Pulmonary function tests
All patients and healthy volunteers underwent spirometry to determine FEV1, and the highest value from at least 3 technically acceptable assessments was used. Diffusing capacity of the lung for carbon monoxide was measured by using the single-breath method (Masterlab; Jaeger, Wurzburg, Germany). All values obtained were related to a reference value and expressed as percentages of the predicted value (10).
Study protocol
The protocol started at 0715 after an overnight fast from at least 0000. All subjects were in the supine position for 3 h. After insertion of a catheter into the right antecubital vein, the first blood sample was taken for baseline measurements. Immediately thereafter, a primed-constant intravenous infusion of stable isotopes (80 mL/h) was started with the use of a calibrated pump (IVAC Corporation, San Diego, CA). Primed and constant infusion of the stable isotopes L-[ring-2H5]-phenylalanine(2H5-Phe; prime: 2.19 µmol/kg body wt; infusion: 0.053 µmol · kg FFM1 · min1) and L-[ring-2H2]-tyrosine (2H2-Tyr; prime: 0.95 µmol/kg body wt; infusion: 0.018 µmol · kg FFM1 · h1) were given through the catheter in the antecubital vein.

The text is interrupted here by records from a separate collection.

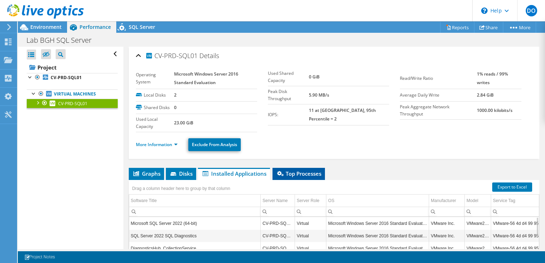 Image resolution: width=545 pixels, height=263 pixels. Describe the element at coordinates (275, 201) in the screenshot. I see `div: Server Name` at that location.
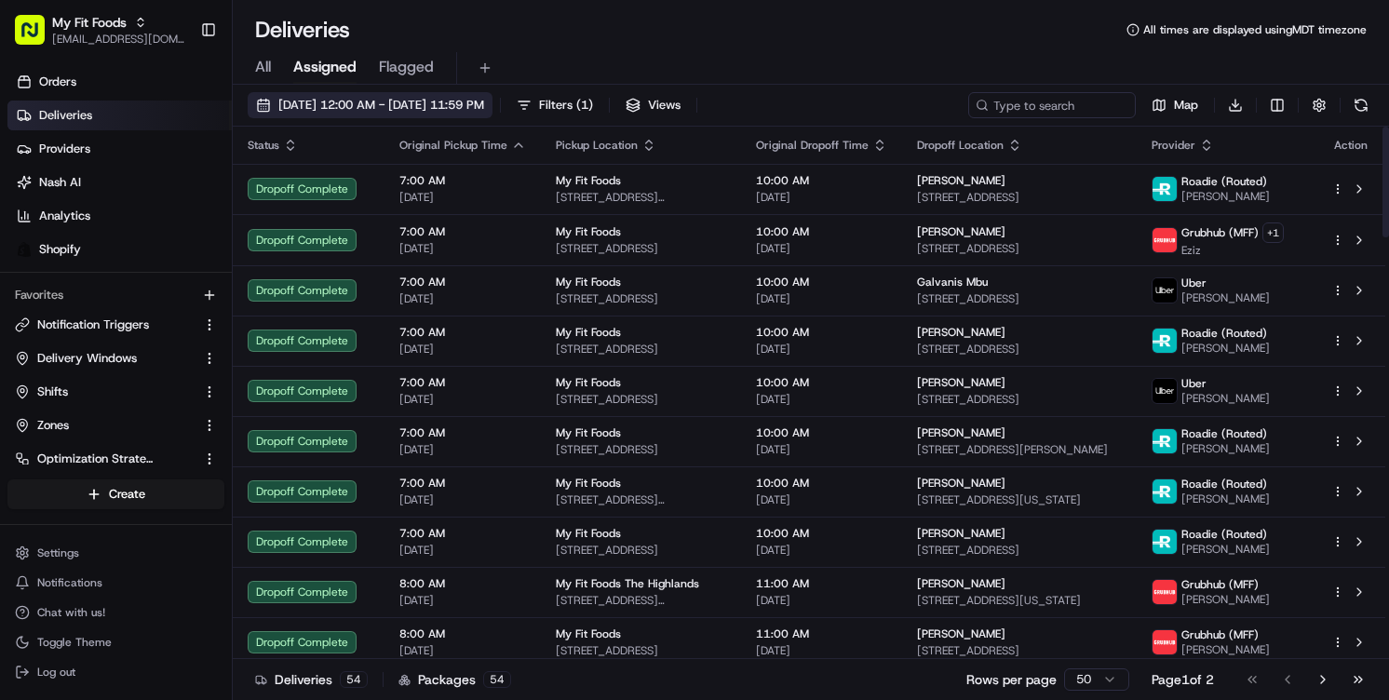 The image size is (1389, 700). Describe the element at coordinates (104, 325) in the screenshot. I see `a: Notification Triggers` at that location.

Primed infusion of L-[ring-2H4]-Tyr (2H4-Tyr; 0.31 µmol/kg body wt) was given in addition through the same catheter. 1-13C-Phe was given orally in the postabsorptive state and together with the liquid meal every 20 min (prime: 0.88 µmol/kg body wt; infusion: 0.055 µmol · kg FFM1 · min1). Stable isotopes were purchased from Cambridge Isotopic Laboratories (Woburn, MA).

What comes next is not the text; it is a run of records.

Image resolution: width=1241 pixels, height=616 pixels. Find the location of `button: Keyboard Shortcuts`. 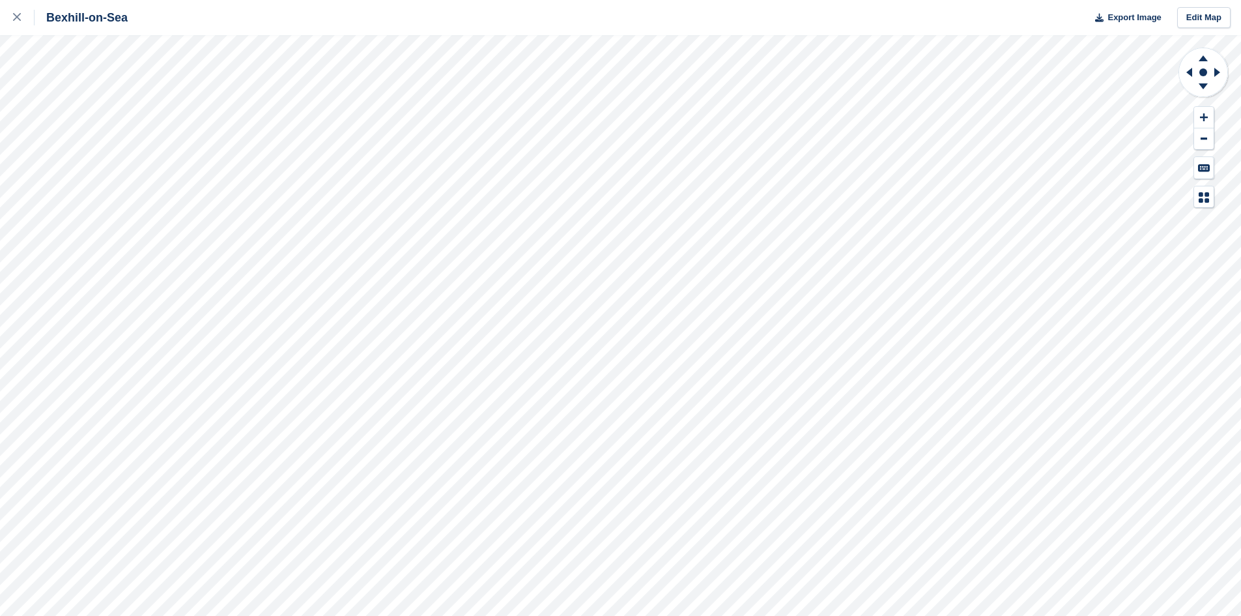

button: Keyboard Shortcuts is located at coordinates (1204, 167).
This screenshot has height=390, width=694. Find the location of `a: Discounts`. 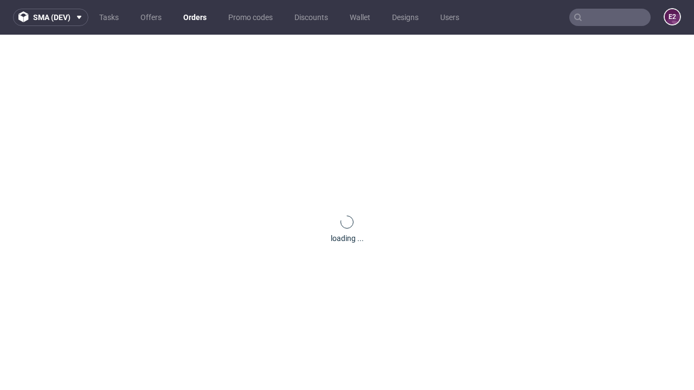

a: Discounts is located at coordinates (311, 17).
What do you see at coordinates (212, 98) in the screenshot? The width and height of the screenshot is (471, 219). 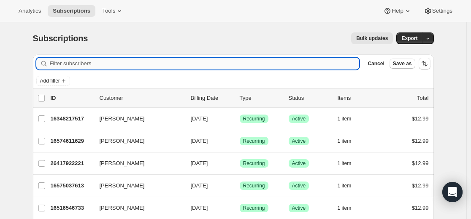 I see `p: Billing Date` at bounding box center [212, 98].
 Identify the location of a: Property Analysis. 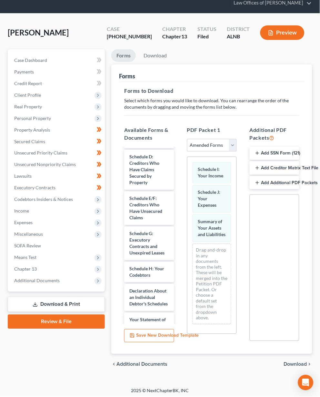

For sampling arterialized venous blood, a venous catheter was placed in a dorsal vein of the left hand, using the heated box technique (11), a technique to mimic direct arterial sampling. After 1.5 h of stable isotope infusion to reach steady state enrichments, enteral nutrition was started by sip feeding every 20 min, for a total duration of 2 h. The test meal involved a liquid casein-based protein meal and was given in an amount of 0.018 g · kg body wt1 · 20 min1. Total fluid intake was 0.67 mL · kg body wt1 · 20 min1 by enteral nutrition. Arterialized venous blood samples were taken at 80, 85, 90, 200, 205, and 210 min into infusion. Body composition was measured with the use of Bioelectrical Impedance Spectroscopy (BIS Xitron 4000B; Xitron Technologies, San Diego, CA) to express protein metabolism data per kilogram of FFM. FFM of the patients with COPD was calculated by using a patient's specific regression equation as described by Steiner et al (12), whereas FFM of the healthy control subjects was calculated by using a specific equation for elderly men as described by Lukaski et al (13).
Enteral protein meals
To avoid metabolic changes as a result of recent modifications of the diet, the subjects were instructed to eat their usual diet at least 3 d before the study. The dietary protein intake of the study subjects was ascertained retrospectively during 5 d by using the dietary history method (COPD group: 0.95 ± 0.10 g protein · kg body wt1 · d1; control group: 0.96 ± 0.07 g protein · kg body wt1 · d1).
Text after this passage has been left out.